I'm iterating through each character in a string in PHP. Currently I'm using direct access

 $len=strlen($str);
 $i=0;
 while($i++<$len){
    $char=$str[$i];
    ....
 }

That got me pondering what is probably purely academic. How does direct access work under the hood and is there a length of string that would see optimization in a character loop(micro though it may be) by splitting said string into an array and using the array's internal pointer to keep index location in memory?

TLDNR: Would accessing each member of a 5 million item array be faster than accessing each character of a 5 million character string directly?

like image 923
user2782001 Avatar asked Dec 11 '25 23:12

user2782001


1 Answers

Accessing a string's bytes is faster by an order of magnitude. Why? PHP likely just has each array index referenced to the index where it is storing each byte in memory. So it likely just goes right to the location it needs to, reads in one byte of data, and it is done. Note that unless the characters are single-byte you will not actually get a usable character from accessing via string byte-array.

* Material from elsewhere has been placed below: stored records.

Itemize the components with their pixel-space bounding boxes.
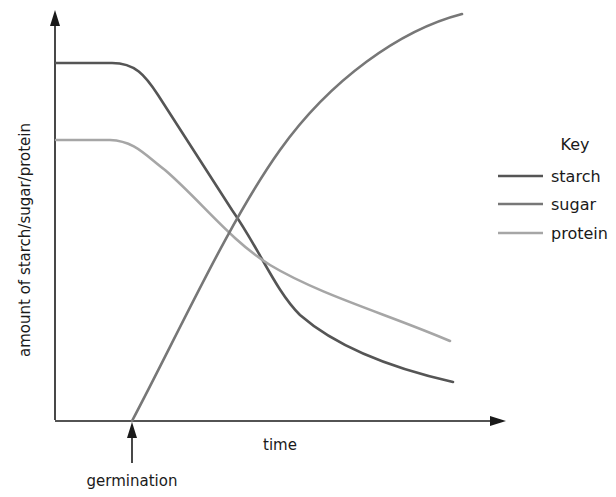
y-axis-arrow-icon bbox=[50, 10, 60, 26]
x-axis-arrow-icon bbox=[490, 416, 506, 426]
legend-label-starch: starch bbox=[551, 167, 601, 186]
legend-label-protein: protein bbox=[551, 224, 608, 243]
y-axis-label: amount of starch/sugar/protein bbox=[16, 123, 34, 357]
legend-label-sugar: sugar bbox=[551, 195, 596, 214]
x-axis-label: time bbox=[263, 436, 297, 454]
germination-arrow-icon bbox=[127, 422, 137, 438]
legend-title: Key bbox=[560, 135, 589, 154]
series-sugar-line bbox=[132, 14, 462, 421]
series-starch-line bbox=[56, 63, 453, 382]
series-protein-line bbox=[56, 140, 450, 341]
legend: Key starch sugar protein bbox=[498, 135, 608, 243]
germination-label: germination bbox=[87, 472, 178, 490]
chart: time germination amount of starch/sugar/… bbox=[0, 0, 616, 497]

When accessing a potential multi-byte string (via mb_substr) a number of additional steps need to be taken in order to ensure the character is not more than one byte, how many bytes it is, then access each needed byte and return the individual [possibly multi-byte] character (notice there are a few extra steps).

So, I put together a simple test code just to show that array-byte access is orders of magnitude faster (but will not give you a usable character if it a multi-byte character exists as a given string's byte index). I grabbed the random character function from here ( Optimal function to create a random UTF-8 string in PHP? (letter characters only) ), then added the following:

$str = rand_str( 5000000, 5000000 );
$bStr = unpack('C*', $str);

$len = count($bStr)-1;

$i = 0;
$startTime = microtime(true);
while($i++<$len) {
    $char = $str[$i];
}
$endTime = microtime(true);

echo '<pre>Array access: ' . $len . ' items: ', $endTime-$startTime, ' seconds</pre>';


$i = 0;
$len = mb_strlen($str)-1;
$startTime = microtime(true);
while($i++<$len) {
    $char = mb_substr($str, $i, 1);
    if( $i >= 100000 ) {
        break;
    }
}
$endTime = microtime(true);

echo '<pre>Substring access: ' . ($len+1) . ' (limited to ' . $i . ') items: ', $endTime-$startTime, ' seconds</pre>';

You will notice that the mb_substr loop I have restricted to 100,000 characters. Why? It just takes too darn long to run through all 5,000,000 characters!

What were my results?

Array access: 12670380 items: 0.4850001335144 seconds

Substring access: 5000000 (limited to 100000) items: 17.00200009346 seconds

Notice the string array access was able to filter through all 12,670,380 bytes -- yep, 12.6 MILLION bytes from 5 MILLION characters [many were multi-byte] -- in just 1/2 second while the mb_substring, limited to 100,000 characters, took 17 seconds!